2) Love requires freedom…..this means that God’s actual goal for creation, to bring it to fruition within the divine love (Paul’s ‘all-in-all’), requires creation to have genuine freedom. Even Calvinists pretend its true in their daily lives. For example, when two lovers consummate their marriage in a passionate act of sweet love making, freedom, vulnerability, and risk is what made the actual act – intercourse – making love and not rape. The freedom to give oneself to another and to receive the other as other is not a human contaminant to love but essential. Because the God who is Love desires to love the whole world and genuine love involves freedom, the creatures of the Creator have received the gift of freedom to love God as a result of God’s own free decision to create and love.
3) Love Wins….God’s love wins. Why? Because the God who is Love is the one and only true God. The infinite Creator of all the universe who is love, is infinitely committed to loving and living in love with the world. This finite world and every finite person within it will remain for all eternity an object of the pure divine love. So both the Creator and creature’s freedom can never be compromised for premature victory. This means a).
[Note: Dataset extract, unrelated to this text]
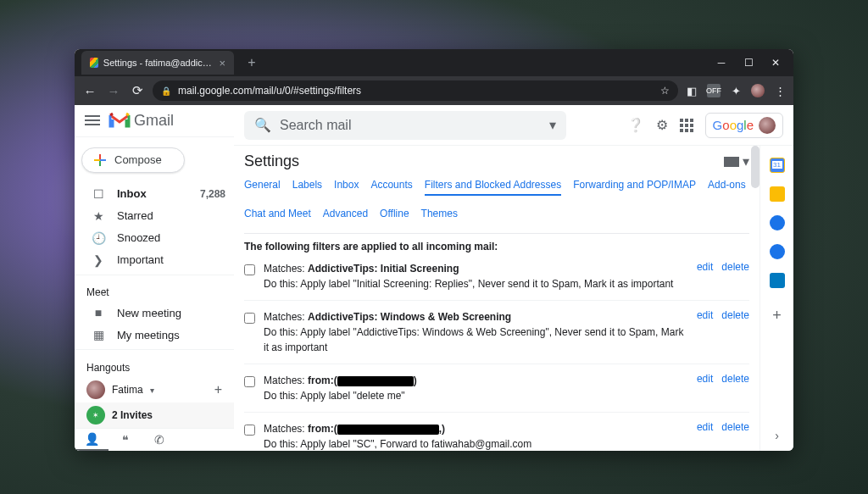 The height and width of the screenshot is (494, 868). What do you see at coordinates (120, 120) in the screenshot?
I see `gmail-m-icon` at bounding box center [120, 120].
No one can or ever will be forced into loving God for the very love God desires requires freedom & b) Nothing, including one’s death or present state of response, can force the infinite God of Love to quit pursuing any and every part of God’s creation.
I hope you can see how this is NOT universalism of the blank check variety. The only thing universal here is the scope and reservoir of God’s love. The eschatological optimism is not about anyone, anything, or any action other than the God revealed in the life, ministry, death, and resurrection of Jesus. It is precisely that very particular vision of God that can lead one to be optimistic, hopeful, and excited about the future. Why? because the world’s future is God.
1. The Trinity still opens one’s theological imagination in an eschatologically optimistic direction. There is of course Karl Barth but a Greek Orthodox Priest who is a friend told me he saw all these ‘love wins’ posts on facebook and read enough quotes from the book to think it sounds like a pretty normal idea in Orthodox circles.
2. This book is really excellent and was personally transformative for me in undergrad!